By Shonda Novak
AMERICAN-STATESMAN STAFF
Wednesday, September 23, 2009
Central Texas foreclosure postings for the Oct. 6 auction hit their highest level since 2001, and the numbers could go higher still, experts say.
Foreclosure Listing Service Inc. said 1,481 properties were posted in Travis, Williamson, Hays and Bastrop counties, 72 percent higher than for the October 2008 auction.
Postings were up 79 percent in Travis County, 66 percent in Williamson, 80 percent in Hays and 39 percent in Bastrop.
Through October, nearly 11,600 properties in Central Texas — most of them homes — have been posted for foreclosure, 58 percent higher than in the same period of 2008, according to Foreclosure Listing Service, an Addison company that tracks foreclosure postings in several Texas cities.
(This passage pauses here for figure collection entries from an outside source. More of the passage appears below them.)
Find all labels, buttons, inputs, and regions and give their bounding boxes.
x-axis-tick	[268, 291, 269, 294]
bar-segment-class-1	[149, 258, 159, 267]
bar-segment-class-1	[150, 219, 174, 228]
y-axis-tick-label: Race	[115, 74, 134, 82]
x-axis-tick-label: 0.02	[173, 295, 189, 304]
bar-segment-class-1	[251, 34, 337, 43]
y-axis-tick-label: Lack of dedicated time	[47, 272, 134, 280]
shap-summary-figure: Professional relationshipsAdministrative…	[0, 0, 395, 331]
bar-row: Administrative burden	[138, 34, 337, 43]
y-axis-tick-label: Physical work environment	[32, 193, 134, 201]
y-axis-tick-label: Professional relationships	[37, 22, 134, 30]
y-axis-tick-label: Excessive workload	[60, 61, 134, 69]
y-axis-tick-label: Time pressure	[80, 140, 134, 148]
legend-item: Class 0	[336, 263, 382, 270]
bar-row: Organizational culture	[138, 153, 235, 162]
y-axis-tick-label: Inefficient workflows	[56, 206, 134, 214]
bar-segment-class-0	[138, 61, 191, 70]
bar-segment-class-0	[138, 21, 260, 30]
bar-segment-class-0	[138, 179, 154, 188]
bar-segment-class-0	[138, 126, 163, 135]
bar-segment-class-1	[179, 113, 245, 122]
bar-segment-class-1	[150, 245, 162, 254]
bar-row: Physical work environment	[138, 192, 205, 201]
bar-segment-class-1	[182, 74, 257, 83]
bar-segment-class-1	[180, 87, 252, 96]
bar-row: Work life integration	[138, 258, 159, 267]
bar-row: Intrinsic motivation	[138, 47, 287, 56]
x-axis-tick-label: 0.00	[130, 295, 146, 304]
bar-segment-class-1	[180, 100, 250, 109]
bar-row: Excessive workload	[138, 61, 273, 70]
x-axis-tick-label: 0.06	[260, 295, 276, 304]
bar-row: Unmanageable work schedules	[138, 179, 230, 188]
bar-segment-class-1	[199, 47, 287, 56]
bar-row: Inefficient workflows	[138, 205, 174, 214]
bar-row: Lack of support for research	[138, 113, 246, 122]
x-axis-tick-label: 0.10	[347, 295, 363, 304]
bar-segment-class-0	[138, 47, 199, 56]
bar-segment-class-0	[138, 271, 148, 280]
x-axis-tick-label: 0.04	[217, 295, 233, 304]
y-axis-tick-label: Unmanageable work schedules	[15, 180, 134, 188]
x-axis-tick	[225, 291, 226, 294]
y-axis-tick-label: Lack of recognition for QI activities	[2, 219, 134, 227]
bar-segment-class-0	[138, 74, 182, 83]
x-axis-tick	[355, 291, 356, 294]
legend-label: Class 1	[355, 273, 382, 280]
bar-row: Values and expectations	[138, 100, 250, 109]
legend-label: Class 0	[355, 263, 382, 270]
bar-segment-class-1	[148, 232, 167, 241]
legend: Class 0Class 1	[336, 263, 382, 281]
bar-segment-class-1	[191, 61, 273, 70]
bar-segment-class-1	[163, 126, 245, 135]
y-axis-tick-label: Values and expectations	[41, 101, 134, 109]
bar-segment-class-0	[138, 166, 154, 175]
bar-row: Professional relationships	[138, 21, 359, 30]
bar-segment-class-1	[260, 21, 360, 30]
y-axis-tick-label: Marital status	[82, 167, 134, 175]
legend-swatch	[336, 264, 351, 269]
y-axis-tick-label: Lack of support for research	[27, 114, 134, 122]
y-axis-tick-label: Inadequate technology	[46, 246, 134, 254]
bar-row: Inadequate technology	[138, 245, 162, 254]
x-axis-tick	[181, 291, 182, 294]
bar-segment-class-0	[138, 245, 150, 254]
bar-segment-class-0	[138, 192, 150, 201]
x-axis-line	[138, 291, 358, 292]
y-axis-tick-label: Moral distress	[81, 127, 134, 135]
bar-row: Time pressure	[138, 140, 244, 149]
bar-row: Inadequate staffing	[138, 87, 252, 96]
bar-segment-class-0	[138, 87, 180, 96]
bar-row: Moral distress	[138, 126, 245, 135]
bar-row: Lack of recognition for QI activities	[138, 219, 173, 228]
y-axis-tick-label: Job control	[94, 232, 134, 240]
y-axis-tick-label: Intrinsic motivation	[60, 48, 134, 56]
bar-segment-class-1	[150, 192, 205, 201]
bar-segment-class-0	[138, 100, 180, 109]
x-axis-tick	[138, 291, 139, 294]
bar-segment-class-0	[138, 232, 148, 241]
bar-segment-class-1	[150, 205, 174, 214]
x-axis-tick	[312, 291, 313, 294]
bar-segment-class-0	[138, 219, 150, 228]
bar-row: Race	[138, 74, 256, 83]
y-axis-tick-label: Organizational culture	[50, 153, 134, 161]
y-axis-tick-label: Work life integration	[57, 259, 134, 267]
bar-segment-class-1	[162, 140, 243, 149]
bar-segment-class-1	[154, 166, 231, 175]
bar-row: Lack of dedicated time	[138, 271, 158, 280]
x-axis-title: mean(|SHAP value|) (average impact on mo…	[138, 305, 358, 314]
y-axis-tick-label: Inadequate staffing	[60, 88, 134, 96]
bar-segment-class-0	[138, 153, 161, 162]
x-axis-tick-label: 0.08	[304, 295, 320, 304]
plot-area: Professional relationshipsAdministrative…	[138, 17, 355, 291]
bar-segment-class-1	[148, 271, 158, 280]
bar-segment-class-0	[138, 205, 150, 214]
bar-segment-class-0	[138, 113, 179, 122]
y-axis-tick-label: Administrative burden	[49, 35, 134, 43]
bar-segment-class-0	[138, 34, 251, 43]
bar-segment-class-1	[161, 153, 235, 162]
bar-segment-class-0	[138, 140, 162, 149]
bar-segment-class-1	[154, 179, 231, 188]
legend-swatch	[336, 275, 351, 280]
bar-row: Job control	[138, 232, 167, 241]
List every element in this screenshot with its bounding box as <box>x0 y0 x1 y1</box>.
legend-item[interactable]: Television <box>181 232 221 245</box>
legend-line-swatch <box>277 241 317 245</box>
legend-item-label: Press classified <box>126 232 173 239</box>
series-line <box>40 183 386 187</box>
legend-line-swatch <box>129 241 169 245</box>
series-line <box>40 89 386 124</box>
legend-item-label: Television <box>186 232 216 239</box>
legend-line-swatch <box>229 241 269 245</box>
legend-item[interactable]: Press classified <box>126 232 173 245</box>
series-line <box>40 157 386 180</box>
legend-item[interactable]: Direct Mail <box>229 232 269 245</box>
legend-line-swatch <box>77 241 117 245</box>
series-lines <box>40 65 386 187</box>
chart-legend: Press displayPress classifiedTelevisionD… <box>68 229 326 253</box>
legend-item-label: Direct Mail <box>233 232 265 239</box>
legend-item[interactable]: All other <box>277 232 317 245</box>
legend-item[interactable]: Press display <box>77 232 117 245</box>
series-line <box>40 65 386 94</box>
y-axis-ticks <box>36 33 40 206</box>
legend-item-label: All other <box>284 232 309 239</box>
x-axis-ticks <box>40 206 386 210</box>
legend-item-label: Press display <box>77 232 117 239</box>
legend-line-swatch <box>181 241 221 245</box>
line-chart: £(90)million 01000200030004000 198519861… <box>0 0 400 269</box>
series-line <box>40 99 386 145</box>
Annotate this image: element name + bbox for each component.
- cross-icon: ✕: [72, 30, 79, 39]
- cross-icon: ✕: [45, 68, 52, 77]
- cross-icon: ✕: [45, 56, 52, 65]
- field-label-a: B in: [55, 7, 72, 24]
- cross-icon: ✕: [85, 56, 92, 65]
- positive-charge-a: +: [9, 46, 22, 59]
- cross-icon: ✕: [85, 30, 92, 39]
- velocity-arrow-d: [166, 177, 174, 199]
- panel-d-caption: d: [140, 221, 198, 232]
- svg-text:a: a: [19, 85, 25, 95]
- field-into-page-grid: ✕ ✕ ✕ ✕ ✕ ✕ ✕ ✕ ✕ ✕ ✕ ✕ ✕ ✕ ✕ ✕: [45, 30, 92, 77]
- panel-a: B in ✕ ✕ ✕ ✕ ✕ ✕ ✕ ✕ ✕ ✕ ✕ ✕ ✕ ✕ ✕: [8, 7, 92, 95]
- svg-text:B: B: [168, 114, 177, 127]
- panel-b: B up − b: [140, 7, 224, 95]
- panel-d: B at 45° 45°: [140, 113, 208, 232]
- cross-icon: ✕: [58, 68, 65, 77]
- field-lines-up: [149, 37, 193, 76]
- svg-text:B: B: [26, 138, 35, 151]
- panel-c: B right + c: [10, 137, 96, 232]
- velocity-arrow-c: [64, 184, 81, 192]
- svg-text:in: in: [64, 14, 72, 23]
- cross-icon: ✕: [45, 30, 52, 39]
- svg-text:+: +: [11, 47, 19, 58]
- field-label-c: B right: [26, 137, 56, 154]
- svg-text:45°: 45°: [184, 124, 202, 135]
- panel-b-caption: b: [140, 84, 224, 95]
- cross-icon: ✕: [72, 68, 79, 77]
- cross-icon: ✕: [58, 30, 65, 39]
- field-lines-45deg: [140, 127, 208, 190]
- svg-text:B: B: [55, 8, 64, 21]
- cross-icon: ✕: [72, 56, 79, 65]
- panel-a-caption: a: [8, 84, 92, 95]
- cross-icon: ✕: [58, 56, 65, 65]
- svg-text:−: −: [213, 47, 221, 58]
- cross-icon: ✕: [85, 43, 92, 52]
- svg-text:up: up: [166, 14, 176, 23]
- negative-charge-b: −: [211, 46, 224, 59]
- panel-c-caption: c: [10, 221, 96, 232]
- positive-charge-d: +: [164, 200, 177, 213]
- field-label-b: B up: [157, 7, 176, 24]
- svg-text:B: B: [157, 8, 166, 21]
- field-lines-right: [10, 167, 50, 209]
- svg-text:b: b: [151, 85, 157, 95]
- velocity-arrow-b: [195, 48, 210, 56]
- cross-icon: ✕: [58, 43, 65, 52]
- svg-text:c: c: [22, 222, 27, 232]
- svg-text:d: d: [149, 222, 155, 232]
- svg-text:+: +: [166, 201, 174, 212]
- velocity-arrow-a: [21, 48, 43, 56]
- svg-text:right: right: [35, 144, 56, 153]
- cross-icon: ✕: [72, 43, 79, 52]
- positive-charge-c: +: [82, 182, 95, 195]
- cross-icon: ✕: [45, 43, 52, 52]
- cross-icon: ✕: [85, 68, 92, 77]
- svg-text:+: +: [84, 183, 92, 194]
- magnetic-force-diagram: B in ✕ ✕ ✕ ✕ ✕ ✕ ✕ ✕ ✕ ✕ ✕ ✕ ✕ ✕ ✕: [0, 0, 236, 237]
In February, George Roddy Sr., the company’s president, said he thought foreclosures had peaked in Central Texas, although at high levels, but noted that future job losses were a big unknown that could change his prediction.
Since then, Austin’s job market has weakened, with unemployment at 7.2 percent last month and the annual job loss rate hitting a six-year high of 0.9 percent.
“Every time we think we’ve hit the plateau, it seems to spike a little bit higher a few months later,” Bonnie Brown, the company’s vice president, said Tuesday.
Brown said the numbers are expected to remain elevated for some time.
The main reason: Through September, loans for homes posted for foreclosure in Central Texas were made, on average, in 2005, she said. Potentially troubled loans made since then, especially in 2006 and 2007, before the housing markets slowed, have yet to reach the foreclosure stage, Brown said.
In addition, various loan-modification programs designed to assist financially stressed homeowners so they can keep their homes are not helping everyone, said Hugh Parrish, a veteran Austin real estate broker at Parrish & Associates.
“Many people have applied for modifications, and some have been successful,” Parrish said. “Many others could not be salvaged” because the homeowners did not have enough income to cover even reduced monthly payments.
“We are at a point in this process that these denials ultimately result in foreclosure,” he said.
Also contributing to the spike in Central Texas are repeat postings. Some lenders carry postings for several months, even as they try to work out loan revisions with the borrower. The repeat postings protect the lender’s right to seize the property if the negotiations don’t succeed.
But even when factoring out postings filed in previous months, Central Texas still has 285 more postings this October than last, a 50 percent gain and still a significant increase, Brown said.
Brown said that despite the elevated numbers, Central Texas hasn’t been anywhere “near as impacted” as other parts of the country.
“I talked to a gentleman today from the Detroit area, and unemployment in his hometown is at 20 percent,” Brown said. ‘We’re very lucky.”